From the 1970s, “Love Story”. That moment when he climbs into bed with her in the hospital, and also when he sits on his own in the playing fields. I was very, very, very young, but it was the movie that allowed me to discover that you could lose a loved one, that you had no control over it, and I think it kind of defines everything I do. That sense of loss, that fear of loss, I think is somewhere in all my movies, whether it’s a loss of dignity, loss of a loved one, loss of self. Yeah, that loss is in everything. I could cry now.
We’ll move on then. The film that always makes you laugh?
“Meet The Fockers.” No, the first one, “Meet The Parents.” I just laugh at it, I saw it on an airplane, out loud where people are looking at me. It’s a split with that and “Shrek,” cos I embarassed myself on an airplane with that too.
I had the opposite experience, with “Up.” It was the third time I’d seen it, on a plane, and I was sobbing within five minutes.
With me, I just started laughing so loudly, I had my headphones on. I was traveling with Stephanie James, who played Leanne in [Asante’s first feature] “A Way Of Life,” and she looked at me, she was sixteen at the time, like I was the biggest embarrassment to her. It’s so funny, going from Michael Haneke to “Shrek”!
What film scared you the most?
"Copycat," with Harry Connick Jr. When he puts the noose around her neck in the toilet. And when he makes the throat-cutting gesture to her at the back of her conference. Me and my sister do that to each other on Christmas Day. We do it cos we’d seen it, for the 20th time probably, but it still scares us, but just before Christmas Day one year, and my nephew was about four years old. And across the dinner table, I’d picked up a spoon and done that gesture to her, and then a few minutes later, we saw my nephew doing it to his little sister, and we were like ‘oh no, what have we done!’ But that movie scares the shit out of me, I really felt her sense of being hunted, and how crazy he was. Harry Connick Jr’s brilliant in that movie. But now, I can’t go to toilets that have that gap above the door, cos of the noose.
I feel like it’s one of the few of those mid-90s “Silence of the Lambs” rip-offs that really work.

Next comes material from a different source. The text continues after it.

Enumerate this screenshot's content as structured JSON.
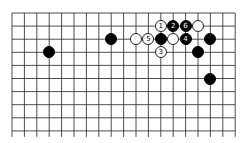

Yeah, it’s very very hard to find something like that really works, but it really does. I remember my first time watching it, and it was a real fear, but a joyous fear.
What film do you love that people probably wouldn’t expect you to love?
Probably “Love Actually.” My step-daughter is now obsessed with it as well, and had to write an essay on it for her English class at school, she’s Danish. Totally off her own back, she’s obsessed with it. “Notting Hill” didn’t really do it for me, but yeah, “Love Actually,” some people complain and say it’s too long, but I love the length of it. And it does make me cry, I find it heartwarming. I wouldn’t have gone to see it, but I saw it cos I was on a BAFTA jury, for Best British Film, and I loved it.
What film did you not like at first, but then came to love?
“The Usual Suspects”. I didn’t get it the first time I saw it. Second time, I was like ‘what the fuck is wrong with me?’ I think the first time, I was a bit tired, a bit jetlagged, and I didn’t follow it, and I feel like a fool now. I’ll call myself a fool before anyone else does.
What was the last film you saw that you really loved?
It’s a toss-up between “August Osage County” and “Dallas Buyers Club.” I’ll go with ‘August,’ which is less obvious. I loved Julia Roberts in it, I loved Meryl Streep in it, and I’m not someone who loves her in everything, I’m not one of those. I loved Juliette Lewis in it.
The other sister, Julianne Nicholson too.
Yeah. It was so not what I was expecting, and I liked that.
“Belle” is still in U.S. theaters, and opens in the U.K. on Friday June 13th.